A TRAVELER’S NEEDS
DIR. Hong Sang-soo, 2024, South Korea, 90 mins.
Starring Isabelle Huppert, Lee Hye-young, Kwon Hae-hyo
French lessons in English. Poetry and music. Makgeolli. Lots of makgeolli.
For A Traveler’s Needs (2024), his thirty-first feature, writer-director producer-cinematographer-editor-composer Hong Sang-soo has plugged the above variables into his template of conspicuous repetitions, and artists in moments of respite, eating, drinking and conversing with friends, acquaintances and lovers, creating something very recognizable for seasoned Hong viewers—that possesses just enough difference to push his mammoth multi-film project forward. Iconic French actress Isabelle Huppert (The Piano Teacher, Elle) returns for her third collaboration with the globally renowned Korean auteur, in this instance not able to speak a word of his native tongue as she tutors Korean French students in English. In her lightly comic lessons and in the poetry that appears in various forms, A Traveler’s Needs focalizes the act of translation with English serving as the film’s lingua franca.
In the context of this year’s previous Noble Theater Hong release, In Our Day (2023), which split its time narratively and biographically between a close Hong surrogate and the director’s partner and collaborator Kim Min-hee, A Traveler’s Needs can be read as a film about Isabelle Huppert, at least Huppert from the outside. Hong carefully attends to how his lead actress speaks (in English and French), smiles, laughs, and how she walks away in her wedges after bottles of Korean rice wine—while never suggesting that she is knowable, or even that we are seeing the “real Huppert,” as her comically exaggerated flirtations suggest. We have, simply, an actor that Hong’s camera likes a great deal.
Hong’s comedic Huppert is a uniquely rootless and breezy figure, traveling through a place where she does not speak the language, where she devises new (and somewhat dubious) methods of instruction for skeptical students, and where she wonders aloud if her much younger poet-roommate and (perhaps romantic partner) loves her only as a friend. When she asks this very question in the film’s final scene, Hong provides his character with a pathos that belies her flaky demeanor; he makes great use of Huppert’s strength as an actor as he plumbs a sudden depth of feeling beneath her otherwise silly artifice.
Ultimately, it is in the unique form of their repetitions that Hong’s films most distinguish themselves—repetitions that collectively suggest the unanimity of his larger film project where nearly every new film bears significant resemblance to its predecessors, and to what we know of the filmmaker’s biography (especially his life as a globally renowned art-house director). In this case, it is Huppert’s lessons where she hears one of her two students play music and then asks her student to recall what she felt when she was performing. Both female students (one younger, the other middle aged and married) provide near identical responses, suggesting a script that is being read and re-read. Whether there is more to it, such as that Hong is making a claim for all people or women of a certain type being the same, is better left as speculation for now.
A Traveler’s Needs likewise points the way forward toward Hong’s most recent film—yes, A Traveler’s Needs, a February 2024 world premiere and Berlin International Film Festival Silver Bear winner, is not the director’s most recent film; such is the pace of the world’s most prolific art-house auteur. In moving from how the women feel during their musical performances to the French script that Huppert’s character produces (and encourages each to practice), Hong creates a link between inspiration, text and its execution. His second international prize-winning world premiere of 2024, By the Stream (which will open at the Noble Theater next year), explores this theme more expansively, especially in the stage play that we see from idea through rehearsal, production, and the post-play gathering where we get our requisite food, drink, and statements of meaning from the director’s young heroines—one more key direction in 2020s Hong.
If By the Stream is one of the director’s bigger recent efforts—and it is certainly his longest in some time at 111 minutes—A Traveler’s Needs is more modest in its subject and narrative approach, with its titular traveler Huppert spending time with two students, her roommate, and then the latter with his disconcerted mother as she gives them time alone. Hong stops short of the question of how we might live, preferring instead to portray his traveler simply living, constructing her existence in the present without fully explaining how she came to play her role.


> **Work instruction**
Read the data below. Every line holding the string "numerator" must be copied.

Source data below:

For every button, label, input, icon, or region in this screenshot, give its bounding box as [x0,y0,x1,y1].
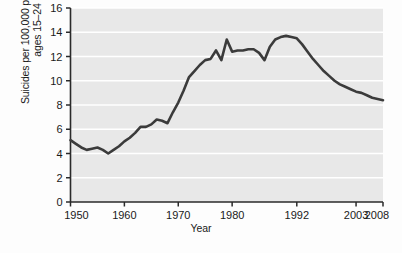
x-tick-label: 1980 [220,209,244,221]
x-tick-label: 1960 [112,209,136,221]
y-tick-label: 14 [50,26,62,38]
plot-area: 0246810121416 19501960197019801992200320… [50,2,389,221]
x-tick-label: 1992 [285,209,309,221]
x-tick-label: 1970 [166,209,190,221]
y-tick-label: 6 [56,123,62,135]
x-axis-label: Year [0,222,402,234]
y-tick-label: 16 [50,2,62,14]
y-tick-label: 2 [56,172,62,184]
x-tick-label: 1950 [64,209,88,221]
y-tick-label: 8 [56,99,62,111]
x-tick-label: 2008 [365,209,389,221]
line-chart: 0246810121416 19501960197019801992200320… [0,0,402,253]
x-axis-ticks: 1950196019701980199220032008 [64,202,389,221]
y-tick-label: 0 [56,196,62,208]
y-axis-ticks: 0246810121416 [50,2,70,208]
y-tick-label: 12 [50,51,62,63]
figure-container: Suicides per 100,000 population, ages 15… [0,0,402,253]
y-tick-label: 4 [56,148,62,160]
y-tick-label: 10 [50,75,62,87]
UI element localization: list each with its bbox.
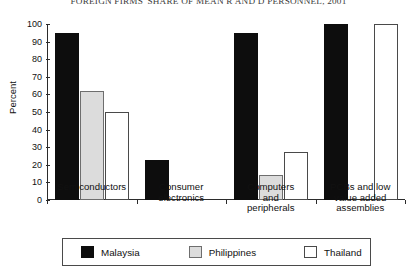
bar-group <box>137 24 227 200</box>
legend-swatch-malaysia <box>81 246 94 258</box>
bar-thailand <box>374 24 398 200</box>
x-tick <box>47 200 48 204</box>
bar-malaysia <box>324 24 348 200</box>
bar-malaysia <box>234 33 258 200</box>
legend-item-thailand: Thailand <box>304 246 362 258</box>
y-tick-label: 40 <box>32 125 42 134</box>
category-label-line: PCBs and low <box>304 182 417 193</box>
y-tick-label: 0 <box>37 196 42 205</box>
y-axis-title: Percent <box>7 68 18 128</box>
legend-label-thailand: Thailand <box>324 247 362 258</box>
y-tick-label: 70 <box>32 72 42 81</box>
plot-area: 0102030405060708090100 <box>47 24 405 200</box>
legend-swatch-philippines <box>189 246 202 258</box>
legend-label-malaysia: Malaysia <box>101 247 140 258</box>
y-tick-label: 80 <box>32 55 42 64</box>
legend-item-philippines: Philippines <box>189 246 256 258</box>
legend-swatch-thailand <box>304 246 317 258</box>
legend: Malaysia Philippines Thailand <box>62 238 371 266</box>
chart-title: FOREIGN FIRMS' SHARE OF MEAN R AND D PER… <box>0 0 417 6</box>
bar-group <box>316 24 406 200</box>
bar-group <box>47 24 137 200</box>
category-label: PCBs and lowvalue addedassemblies <box>304 182 417 214</box>
y-tick-label: 20 <box>32 160 42 169</box>
category-label-line: assemblies <box>304 203 417 214</box>
bar-chart: FOREIGN FIRMS' SHARE OF MEAN R AND D PER… <box>0 0 417 270</box>
y-tick-label: 60 <box>32 90 42 99</box>
legend-item-malaysia: Malaysia <box>81 246 140 258</box>
bar-group <box>226 24 316 200</box>
legend-label-philippines: Philippines <box>209 247 256 258</box>
y-tick-label: 90 <box>32 37 42 46</box>
y-tick-label: 30 <box>32 143 42 152</box>
bar-malaysia <box>55 33 79 200</box>
y-tick-label: 100 <box>27 20 42 29</box>
y-tick-label: 50 <box>32 108 42 117</box>
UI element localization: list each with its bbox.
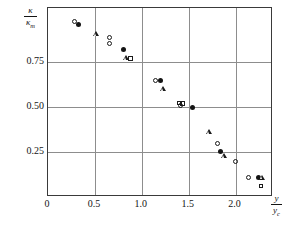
data-point-filled-circle bbox=[121, 47, 126, 52]
x-axis-tick-label: 1.0 bbox=[126, 199, 156, 209]
y-axis-tick-label: 0.50 bbox=[27, 101, 45, 111]
data-point-filled-circle bbox=[190, 105, 195, 110]
data-point-square bbox=[180, 101, 185, 106]
y-axis-tick-label: 0.75 bbox=[27, 56, 45, 66]
data-point-square bbox=[259, 184, 264, 189]
gridline-vertical bbox=[189, 8, 190, 195]
y-axis-label-numerator: κ bbox=[24, 6, 37, 17]
data-point-open-circle bbox=[107, 41, 112, 46]
data-point-open-circle bbox=[233, 159, 238, 164]
y-axis-tick-label: 0.25 bbox=[27, 146, 45, 156]
data-point-triangle bbox=[206, 129, 212, 134]
data-point-triangle bbox=[221, 153, 227, 158]
data-point-square bbox=[128, 56, 133, 61]
scatter-chart-figure: κ κm y yc 0.250.500.75 00.51.01.52.0 bbox=[0, 0, 295, 242]
x-axis-tick-label: 0 bbox=[32, 199, 62, 209]
x-axis-label-numerator: y bbox=[271, 194, 282, 205]
gridline-vertical bbox=[142, 8, 143, 195]
data-point-filled-circle bbox=[158, 78, 163, 83]
x-axis-tick-label: 0.5 bbox=[79, 199, 109, 209]
y-axis-label: κ κm bbox=[24, 6, 37, 29]
gridline-vertical bbox=[236, 8, 237, 195]
data-point-triangle bbox=[259, 175, 265, 180]
x-axis-tick-label: 2.0 bbox=[220, 199, 250, 209]
gridline-horizontal bbox=[48, 107, 271, 108]
x-axis-label: y yc bbox=[271, 194, 282, 217]
plot-area bbox=[47, 7, 272, 196]
gridline-horizontal bbox=[48, 62, 271, 63]
data-point-triangle bbox=[93, 31, 99, 36]
x-axis-label-denominator: yc bbox=[271, 205, 282, 217]
data-point-open-circle bbox=[107, 35, 112, 40]
x-axis-tick-label: 1.5 bbox=[173, 199, 203, 209]
y-axis-label-denominator: κm bbox=[24, 17, 37, 29]
gridline-horizontal bbox=[48, 152, 271, 153]
data-point-triangle bbox=[160, 86, 166, 91]
data-point-filled-circle bbox=[76, 22, 81, 27]
data-point-open-circle bbox=[215, 141, 220, 146]
data-point-open-circle bbox=[246, 175, 251, 180]
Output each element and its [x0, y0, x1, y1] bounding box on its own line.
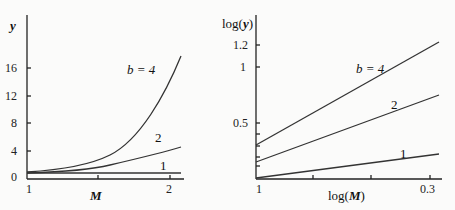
left-xtick-1: 1 [26, 182, 32, 196]
left-curve-b4 [27, 56, 181, 172]
left-label-2: 2 [155, 130, 162, 145]
figure: y 16 12 8 4 0 1 2 M b = 4 2 1 log(y) 1.2 [0, 0, 455, 210]
left-ytick-4: 4 [11, 144, 17, 158]
right-xtick-1: 1 [256, 182, 262, 196]
left-xtick-2: 2 [166, 182, 172, 196]
right-y-label: log(y) [222, 16, 253, 31]
right-label-b4: b = 4 [356, 61, 385, 76]
right-line-b1 [256, 154, 439, 178]
right-line-b2 [256, 95, 439, 162]
left-label-1: 1 [160, 158, 167, 173]
right-ytick-0.5: 0.5 [233, 116, 248, 130]
left-x-label: M [89, 188, 102, 203]
left-ytick-16: 16 [5, 61, 17, 75]
right-line-b4 [256, 42, 439, 145]
left-label-b4: b = 4 [127, 62, 156, 77]
left-ytick-0: 0 [11, 170, 17, 184]
right-ytick-1.2: 1.2 [233, 38, 248, 52]
right-chart: log(y) 1.2 1 0.5 1 0.3 log(M) b = 4 2 1 [222, 15, 442, 203]
right-label-2: 2 [391, 97, 398, 112]
left-y-label: y [8, 18, 16, 33]
left-chart: y 16 12 8 4 0 1 2 M b = 4 2 1 [5, 15, 184, 203]
left-ytick-12: 12 [5, 89, 17, 103]
right-label-1: 1 [400, 146, 407, 161]
right-ytick-1: 1 [240, 60, 246, 74]
right-xtick-0.3: 0.3 [420, 182, 435, 196]
left-curve-b2 [27, 147, 181, 173]
left-ytick-8: 8 [11, 116, 17, 130]
right-x-label: log(M) [328, 188, 365, 203]
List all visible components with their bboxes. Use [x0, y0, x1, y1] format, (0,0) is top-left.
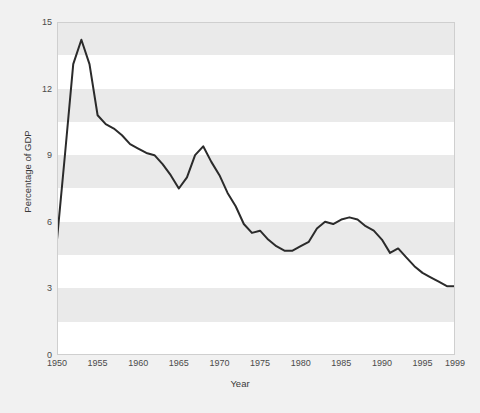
x-tick-label: 1965 [169, 358, 189, 368]
y-tick-label: 15 [6, 18, 52, 27]
x-tick-label: 1950 [47, 358, 67, 368]
x-tick-label: 1970 [209, 358, 229, 368]
plot-area [57, 22, 455, 355]
x-axis-label: Year [0, 378, 480, 389]
x-tick-label: 1985 [331, 358, 351, 368]
chart-figure: 03691215 Percentage of GDP 1950195519601… [0, 0, 480, 413]
x-tick-label: 1980 [291, 358, 311, 368]
x-axis-tick-labels: 1950195519601965197019751980198519901995… [0, 358, 480, 374]
x-tick-label: 1955 [88, 358, 108, 368]
x-tick-label: 1999 [445, 358, 465, 368]
y-tick-label: 12 [6, 85, 52, 94]
x-tick-label: 1995 [412, 358, 432, 368]
series-line-chart [57, 22, 455, 355]
x-tick-label: 1960 [128, 358, 148, 368]
series-line-defense-spending [57, 40, 455, 286]
x-tick-label: 1975 [250, 358, 270, 368]
y-tick-label: 3 [6, 284, 52, 293]
y-axis-label: Percentage of GDP [22, 112, 33, 232]
x-tick-label: 1990 [372, 358, 392, 368]
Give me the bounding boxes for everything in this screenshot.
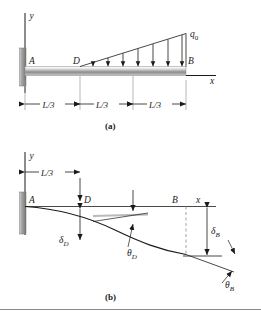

End of Source data.

> **Exercise response**
y-axis-label-numerator: κ bbox=[24, 6, 37, 17]
x-axis-label-numerator: y bbox=[271, 194, 282, 205]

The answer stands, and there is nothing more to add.